Tripwire by Lee Child

But it was all a waste of time. She knew it. She had to face it. He looked at her like a niece or a kid sister. Like the nine-year gap still counted for something. Which it no longer did. A couple aged fifteen and twenty-four would certainly have been a problem. But thirty and thirty-nine was perfectly OK. There were thousands of couples with gaps bigger than that. Millions of couples. There were guys aged seventy with twenty-year-old wives. But it still counted for something with him. Or maybe he was just too used to

seeing her as Leon’s kid. Like a niece. Like the CO’s daughter. The rules of society or the protocol of the Army had blinded him to the possibility of seeing her any other way. She had always burned with resentment about that. She still did. Leon’s affection for him, his claiming of him as his own, had taken him away from her. It had made it impossible from the start.

They had spent the day like brother and sister, like uncle and niece. Then he had turned all serious, like a bodyguard, like she was his professional responsibility. They had had fun, and he cared about her physical safety, but nothing more. There never would be anything more. And there was nothing she could do about it. Nothing. She had asked guys out. All women her age had. It was permissible. Accepted, even normal. But what could she say to him? What? What can a sister say to a brother or a niece to an uncle without causing outrage and shock and disgust? So it wasn’t going to happen, and there was absolutely nothing she could do about it.

She stretched out in her bed and brought her hands up above her head. Laid her palms gently against the dividing wall and held them there. At least he was in her apartment, and at least she could dream.

The guy got less than three hours in the sack, by the time he sailed the boat single-handed back to the slip and closed it down and got back across town to bed. He was up again at six and back on the street by six-twenty, with a quick shower and no breakfast. The hand was wrapped in the plastic, parcelled up in yesterday’s Post and carried in a Zabar’s bag he had from the last time he bought ingredients and made his own dinner at home.

He used the black Tahoe and made quick time past all the early morning delivery people. He parked underground and rode up to the eighty-eighth floor. Tony the receptionist was already at the brass-and-oak counter. But he could tell from the stillness that nobody else was in. He held up the Zabar’s bag, like a trophy.

‘I’ve got this for the Hook,’ he said.

‘The Hook’s not here today,’ Tony said.

‘Great,’ the guy said, sourly.

‘Stick it in the refrigerator,’ Tony said.
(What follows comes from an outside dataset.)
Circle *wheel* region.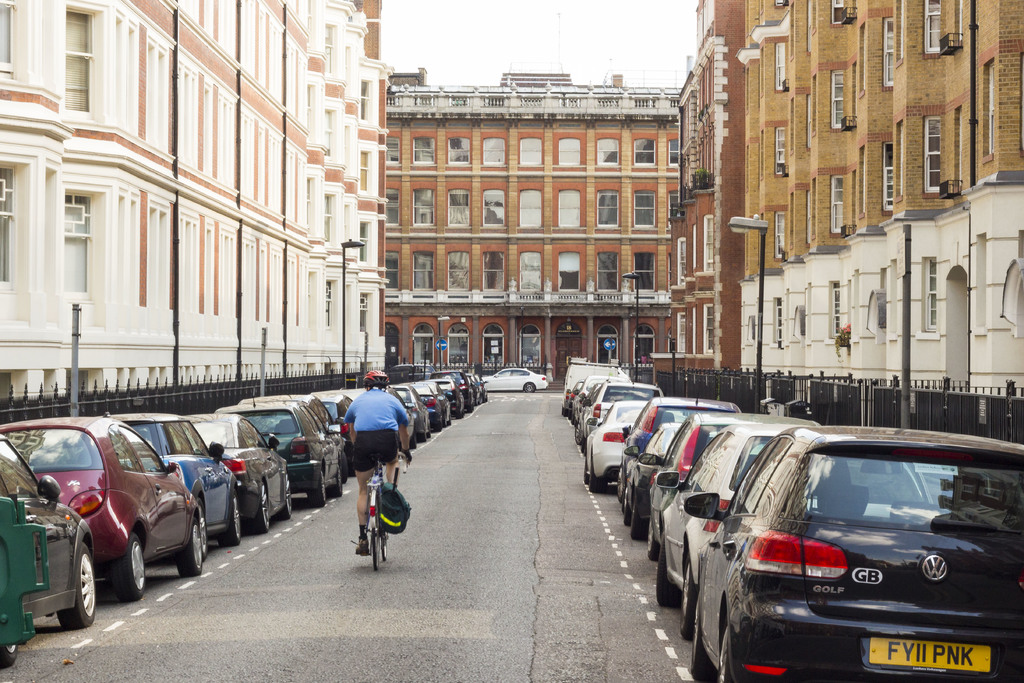
Region: <region>456, 397, 465, 421</region>.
There was a small office kitchen off the reception lobby. It was cramped and messy, like office kitchens are. Coffee rings on the counters, mugs with stains on the inside. The refrigerator was a miniature item under the counter. The guy shoved milk and a six-pack aside and folded the bag into what space was left.
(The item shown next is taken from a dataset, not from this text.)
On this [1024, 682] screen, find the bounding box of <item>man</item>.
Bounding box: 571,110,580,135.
‘Target for today is Mrs Jacob,’ Tony said. He was now in the kitchen doorway. ‘We know where she lives. Lower Broadway, north of City Hall. Eight blocks from here. Neighbours say she always leaves at seven-twenty, walks to work.’

‘Which is where exactly?’ the guy asked.

‘Wall Street and Broadway,’ Tony said. ‘I’ll drive, you grab her.’

Chester Stone had driven home at the normal time and said nothing to Marilyn. There was nothing he could say. The speed of the collapse had left him bewildered. His whole world had turned inside out in a single twenty-four-hour period. He just couldn’t get a handle on it. He planned to ignore it until the morning and then go see Hobie and try to talk some sense. In his heart he didn’t believe he couldn’t save himself.

The corporation was ninety years old, for God’s sake. Three generations of Chester Stones. There was too much there for it all to disappear overnight. So he said nothing and got through the evening in a daze.